In India's sixth-largest city, lines for water snake around city blocks, restaurants are turning away customers and a man was killed in a brawl over water. Chennai, with a population of almost 10 million, is nearly out of water.
In much of India, municipal water, drawn from reservoirs or groundwater, typically runs for only a couple of hours each day. That's the norm year-round. The affluent fill tanks on their roofs; the poor fill jerrycans and buckets.
But in Chennai this summer, the water is barely flowing at all. The government has dispatched water tankers to residential areas to fill the void. Still, some people in especially hard-hit areas have vacated their homes and moved in with relatives or friends.
Satellite images of the city's largest reservoir, Puzhal Lake, taken one year apart, reveal a chilling picture. Since June 2018, the lake has shrunk significantly. Puzhal is one of the four rain-fed reservoirs that supply water to most parts of Chennai.
Another picture shows the parched bed of Chembarambakkam Lake, another major reservoir. Its cracked surface is covered with dead fish.
"It's shocking but not surprising," says Tarun Gopalakrishnan, a climate change expert at the New Delhi-based Centre for Science and Environment. He says the crisis in Chennai is the result of "a toxic mix of bad governance and climate change."
Rains have become more erratic because of climate change. That, coupled with a delayed arrival of the seasonal monsoon, which usually comes in June, has all but dried up the city's water supply. Government data show that the storage level in the four lakes combined is less than one-hundredth of what it was at this time last year. A severe heat wave gripping most of India, including Chennai, has aggravated conditions.
What's happening in Chennai could easily happen anywhere across India, Gopalakrishnan says.
A 2018 government think tank report projected that 21 major Indian cities, including the capital, New Delhi, and India's IT hub, Bengaluru, will "run out of groundwater as soon as 2020." Approximately 100 million people would be affected, the report predicts.
In Chennai, residents are scrambling to conserve water.
"We stopped using showers for bathing. We use buckets so that we can ration the amount of water," says 33-year-old university professor Nivash Shanmugkam. His family also avoids using a washing machine for its laundry and washes clothes by hand as much as possible.
Public institutions are suffering. Hospitals and nursing homes are charging more for services to cover the increased cost of water, according to the local press. There are also reports that toilets at schools are dirty due to a lack of water.
A scuffle over water turned deadly for a 33-year-old man when he tried to stop another man and his sons from siphoning large amounts of water from a public tank this month.
Businesses and offices have been affected too. Amit Agarwal, a 28-year-old IT professional in Chennai, has been working from home for the past few days because there is no water in the bathrooms in his office. Many tech companies have been advising employees to do the same.
In Chennai's shopping malls, restrooms are operational only on some floors.
The rich can buy additional deliveries of water from private tankers, sometimes at exorbitant rates. Poor people living in slums simply can't afford to pay.
The response of the government of Tamil Nadu, the state whose capital is Chennai, has ranged from downplaying the extent of the crisis to praying to the rain gods.
"There has been a water shortage in several areas due to monsoon deficit. The government is taking several steps," Tamil Nadu Chief Minister Edappadi Palaniswami told reporters on Friday.
Those steps include a special train that will soon begin transporting 10 million liters of water per day – that's about 2.6 million gallons — to Chennai from another part of the state. After initially turning down donations, Tamil Nadu has accepted an offer of aid of 2 million liters of drinking water from a neighboring state, Kerala.
Opposition politicians in Tamil Nadu are staging protests. Dozens of women carrying colorful plastic water pots with slogans written on them gathered in Chennai this week to criticize the government for its handling of the water crisis.
One thing that could have possibly averted this acute water shortage? Rainwater harvesting.
In 2002, the government of Tamil Nadu passed legislation that mandated rainwater-harvesting structures on all buildings, including private homes, in the city. The goal: to capture rainwater and store it for later use. It was a revolutionary idea. When the city got hit with heavy monsoon rains a few years later, rainwater harvesting raised the water table enough to last the city until 2016, says Sekhar Raghavan, director of the Chennai-based nonprofit The Rain Centre.
But the government failed to monitor the rainwater-harvesting structures, which meant a lot of them didn't work properly.
"This is a wake-up call for the government and citizens," he says.
Raghavan says he's now getting calls from people asking about how they can properly harvest every drop of rainwater.
Anticipating inadequate rainfall and planning for acute water shortages are further complicated by climate change.
"The fear associated with climate change is not the fear of knowing that everything is going to be worse," says Gopalakrishnan. "It's the fear of not knowing."
While they may not necessarily light ceremonial fires for rain like their elected leaders, Chennai residents will nevertheless be praying for a downpour soon.
NPR correspondent Lauren Frayer contributed to this report from New Delhi.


Exercise description -> This exercise calls for a copy of every line in the listing below that carries the word "Activity".

Study material ->
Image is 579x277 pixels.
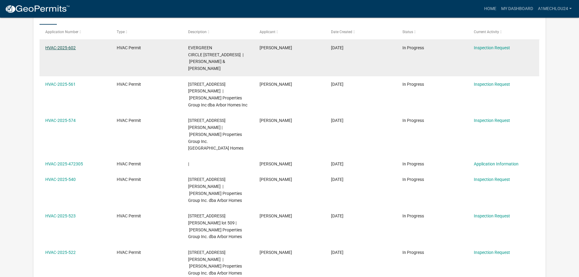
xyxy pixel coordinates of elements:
span: In Progress [403,161,424,166]
datatable-header-cell: Type [111,25,182,39]
span: In Progress [403,250,424,255]
span: HVAC Permit [117,177,141,182]
span: 09/09/2025 [331,118,344,123]
span: Eric Woerner [260,45,292,50]
datatable-header-cell: Date Created [325,25,397,39]
span: Eric Woerner [260,161,292,166]
span: HVAC Permit [117,161,141,166]
span: EVERGREEN CIRCLE 3515 Evergreen Court | Winchell Chadwick & Cordova-Winchell Marilyn [188,45,244,71]
span: 7982 Stacy Springs Blvd. lot 509 | Clayton Properties Group Inc. dba Arbor Homes [188,213,242,239]
span: Eric Woerner [260,177,292,182]
span: Date Created [331,30,352,34]
span: 09/10/2025 [331,82,344,87]
span: HVAC Permit [117,82,141,87]
datatable-header-cell: Current Activity [468,25,540,39]
a: Inspection Request [474,213,510,218]
span: Status [403,30,413,34]
a: HVAC-2025-522 [45,250,76,255]
a: Inspection Request [474,82,510,87]
span: In Progress [403,213,424,218]
span: 08/28/2025 [331,177,344,182]
datatable-header-cell: Description [182,25,254,39]
a: Application Information [474,161,519,166]
span: Description [188,30,207,34]
span: 08/21/2025 [331,213,344,218]
span: | [188,161,189,166]
span: Application Number [45,30,78,34]
span: In Progress [403,82,424,87]
span: 08/21/2025 [331,250,344,255]
span: Eric Woerner [260,213,292,218]
span: 8000 Stacy Springs Blvd. | Clayton Properties Group Inc. dba Arbor Homes [188,250,242,276]
span: Applicant [260,30,276,34]
span: HVAC Permit [117,250,141,255]
a: Inspection Request [474,177,510,182]
a: HVAC-2025-574 [45,118,76,123]
span: In Progress [403,118,424,123]
datatable-header-cell: Application Number [40,25,111,39]
span: 7995 Stacy Springs Blvd. | Clayton Properties Group Inc. dba Arbor Homes [188,177,242,203]
a: HVAC-2025-561 [45,82,76,87]
span: Current Activity [474,30,499,34]
a: HVAC-2025-523 [45,213,76,218]
datatable-header-cell: Applicant [254,25,325,39]
a: HVAC-2025-540 [45,177,76,182]
span: In Progress [403,177,424,182]
span: HVAC Permit [117,213,141,218]
span: HVAC Permit [117,118,141,123]
span: 10/06/2025 [331,45,344,50]
datatable-header-cell: Status [397,25,468,39]
span: HVAC Permit [117,45,141,50]
span: In Progress [403,45,424,50]
a: Inspection Request [474,118,510,123]
span: Type [117,30,125,34]
a: My Dashboard [499,3,536,15]
a: A1MechLou24 [536,3,574,15]
a: Inspection Request [474,45,510,50]
span: 7992 Stacy Springs Blvd. | Clayton Properties Group Inc dba Arbor Homes Inc [188,82,248,107]
a: Inspection Request [474,250,510,255]
span: 7997 Stacy Springs Blvd | Clayton Properties Group Inc. dba Arbor Homes [188,118,244,151]
a: HVAC-2025-472305 [45,161,83,166]
span: Eric Woerner [260,118,292,123]
span: Eric Woerner [260,250,292,255]
a: HVAC-2025-602 [45,45,76,50]
span: 09/02/2025 [331,161,344,166]
span: Eric Woerner [260,82,292,87]
a: Home [482,3,499,15]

Reply to the exercise ->
datatable-header-cell: Current Activity [468,25,540,39]
span: Current Activity [474,30,499,34]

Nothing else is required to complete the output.